Danish film spotlights piracy off East Africa
Wed Sep 19, 2012 10:42am EDT
* “A Hijacking” premiers in Denmark this week
* Low-budget film spotlights huge world problem
* Action switches between ship and negotiating room
* Filmed aboard a vessel in the Indian Ocean
By John Acher
COPENHAGEN, Sept 19 (Reuters) - A new Danish film made on a shoestring budget with a partly amateur cast confronts the global scourge of piracy on the high seas through a psychological drama about negotiations to free a vessel and crew seized by Somali marauders.
“A Hijacking” (“Kapringen” in Danish), directed by Tobias Lindholm, opens at cinemas in Denmark on Thursday after its world premiere in Venice at the beginning of this month and subsequent showings at the Toronto International Film Festival.
“It’s a European hijacking drama and a negotiation drama, and there’s a lot more psychological violence than real action,” Lindholm told Reuters.
Piracy is rife off East Africa, disrupting shipping lanes between Europe and Asia, putting seamen, vessels and cargo at risk and costing shipping companies huge sums to protect themselves. The pirates tend to be Somali desperados.
“It’s a contemporary film about…a big issue right now, so I would be lying if I said it wasn’t political, but I don’t have an answer (to the problem of piracy) in the film,” said Lindholm.
“The message is to try to show how complicated the situation is, and how far from cliche it is,” he said. “Nobody is really the villain. Everybody is doing the best they can, even the pirates.”
The film is fiction but tells of the cargo vessel MV Rozen which is heading for harbour when it is boarded in the Indian Ocean by pirates who demand millions of dollars in ransom to free the crew in a life-and-death poker game lasting 134 days.
With a budget of just under 2 million euros ($2.61 million), Lindholm and his team recruited young Somalis from the Kenyan port of Mombasa to play the pirates and real sailors to play crew members. They also hired a real-life security chief from a Danish shipping company to act as chief negotiator in the film.
Just over a year ago they rented the Rozen, which was hijacked for real in 2007, and set out on the Indian Ocean to shoot the East African footage which alternates with tense scenes from a negotiating room at the shipping firm in Denmark.
CREW HAD BEEN HOSTAGES
The sailors engaged to play crew members had themselves been hostages in a real-life hijacking of a different vessel only a year before Lindholm began making his film.
Lindholm, who says he “stands on the shoulders” of the Danish minimalist Dogme movement which burst to fame in the mid-1990s, said he aimed to be as realistic as possible.
“The weapons used by the pirates in the film are weapons that we borrowed from the Kenyan police who took those weapons from Somali pirates when they arrested them in the harbour,” Lindholm said. “So down to every small detail of a hijacking we tried to put in as much realism as possible.”
To recruit young Mombasa men to act as pirates Lindholm sought permission from Somali clan leaders in Kenya.
“They surprised me because I thought they wouldn’t want to tell this story because it’s a brutal story about Somali reality,” Lindholm said.
“But they implored me to tell the story as hardcore as possible because they are losing their young men right now, thinking that fortune is (to be made) as pirates.”
For such a low-budget, high-risk endeavour Lindholm relied on his friends in a jazz band consisting of his cinematographer, production boss, film editor, sound man, producers and actor Pilou Asbaek who is the protagonist as the ship’s cook.
“The jazz band didn’t take much money, so we actually put the money on the screen - that’s the whole point of doing it this way,” said Lindholm, a screenwriter for whom this was just his second feature film after “R”, a 2010 Danish prison drama.
Lindholm, who has worked as a co-writer with Danish director Thomas Vinterberg whose “The Hunt” competed for the Palme d’Or at Cannes this year, said he hoped “A Hijacking” would raise awareness about piracy among a worldwide audience.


→ Task brief:
Would you restate every entry that follows, word for word, and leave out the pictures?

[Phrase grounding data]
********************
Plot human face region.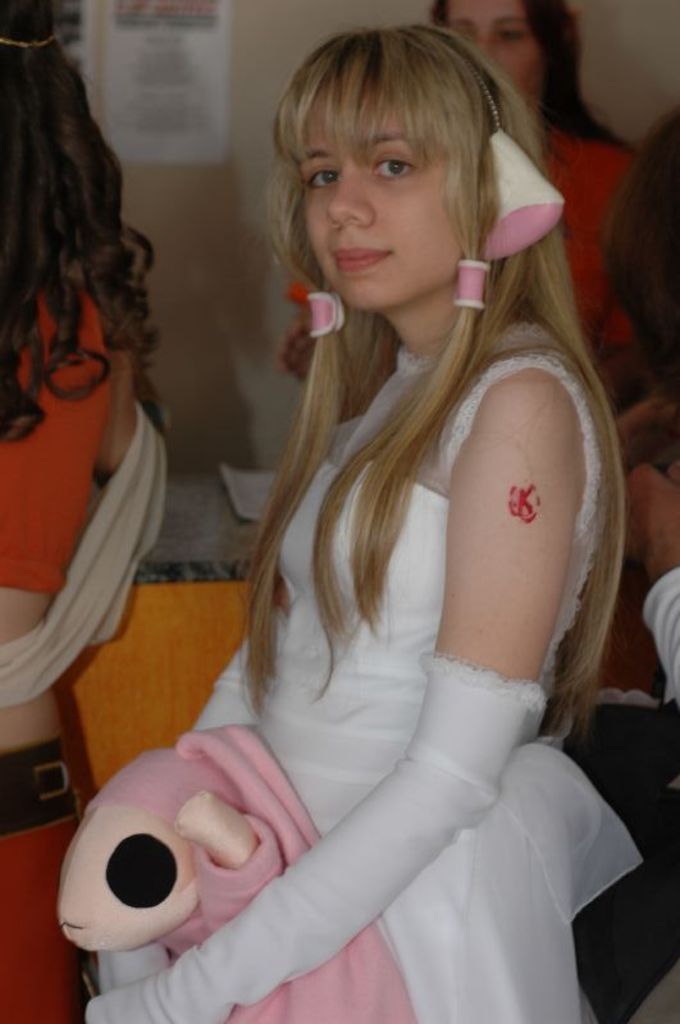
Plotted at pyautogui.locateOnScreen(449, 0, 543, 104).
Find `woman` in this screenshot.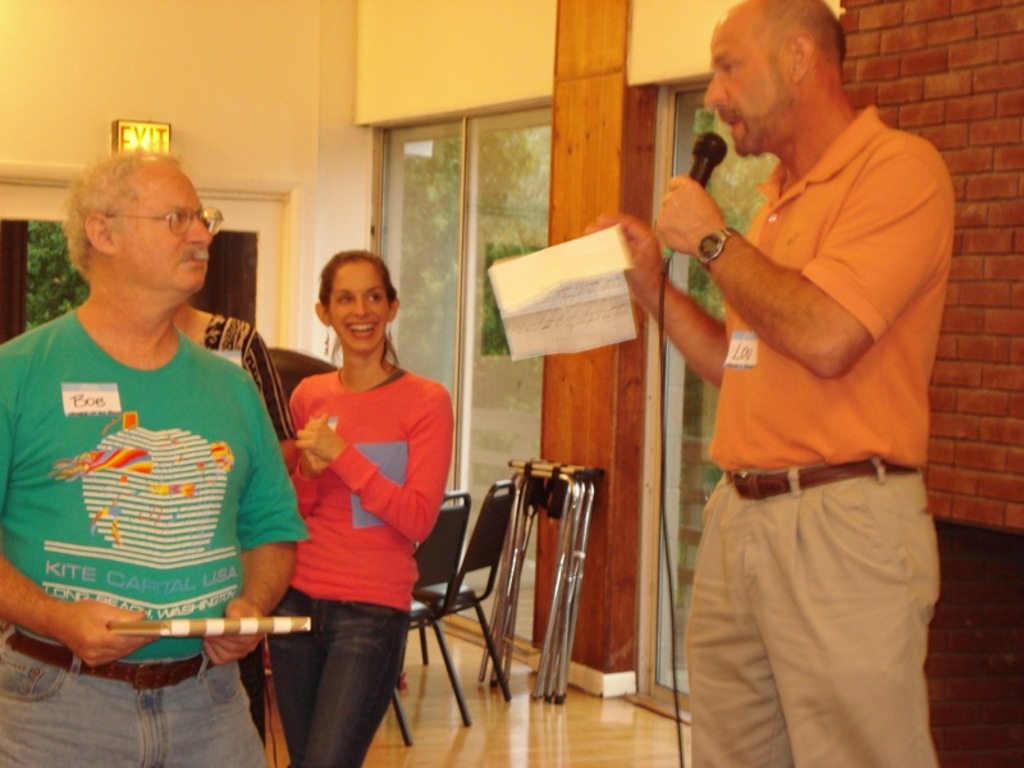
The bounding box for `woman` is bbox=(170, 215, 298, 753).
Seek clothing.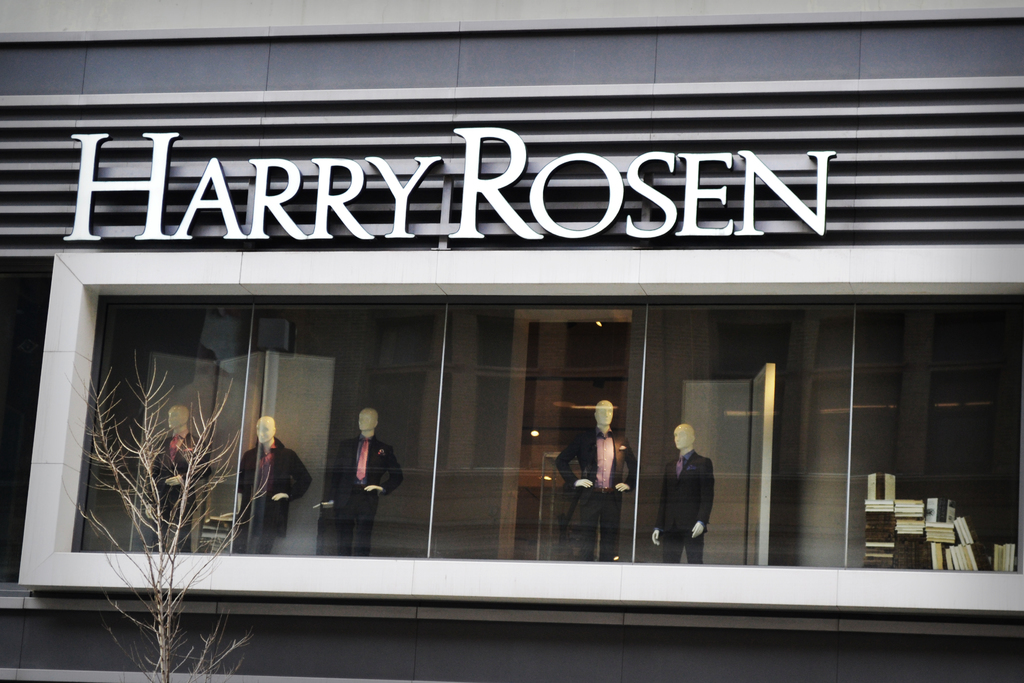
x1=332 y1=437 x2=406 y2=555.
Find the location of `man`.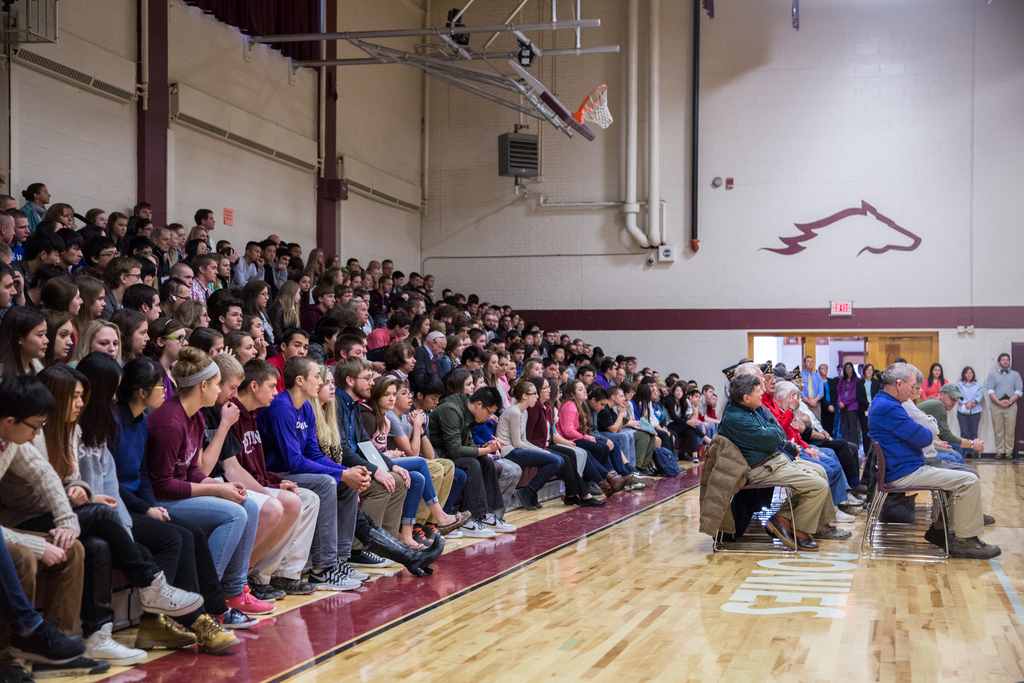
Location: select_region(193, 212, 218, 250).
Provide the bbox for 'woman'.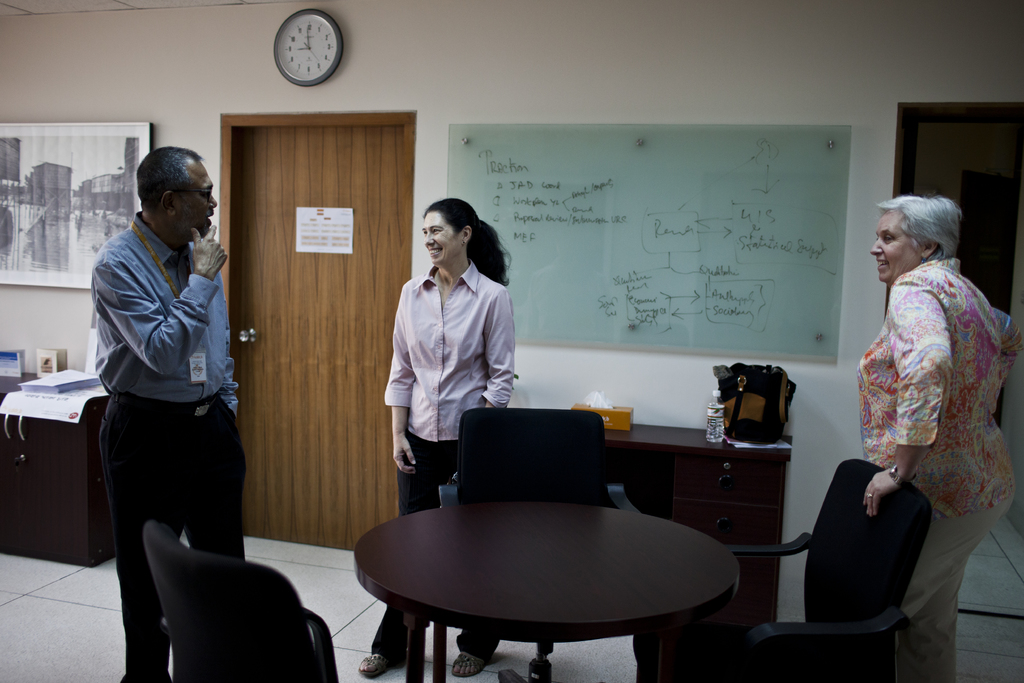
[x1=355, y1=195, x2=513, y2=676].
********************
→ Written response:
Plot human face region.
Plotted at pyautogui.locateOnScreen(449, 0, 543, 104).
Find `woman` in this screenshot.
The bounding box for `woman` is bbox=(170, 215, 298, 753).
Seek clothing.
x1=332 y1=437 x2=406 y2=555.
Find the location of `man`.
Location: select_region(193, 212, 218, 250).
Provide the bbox for 'woman'.
[x1=355, y1=195, x2=513, y2=676].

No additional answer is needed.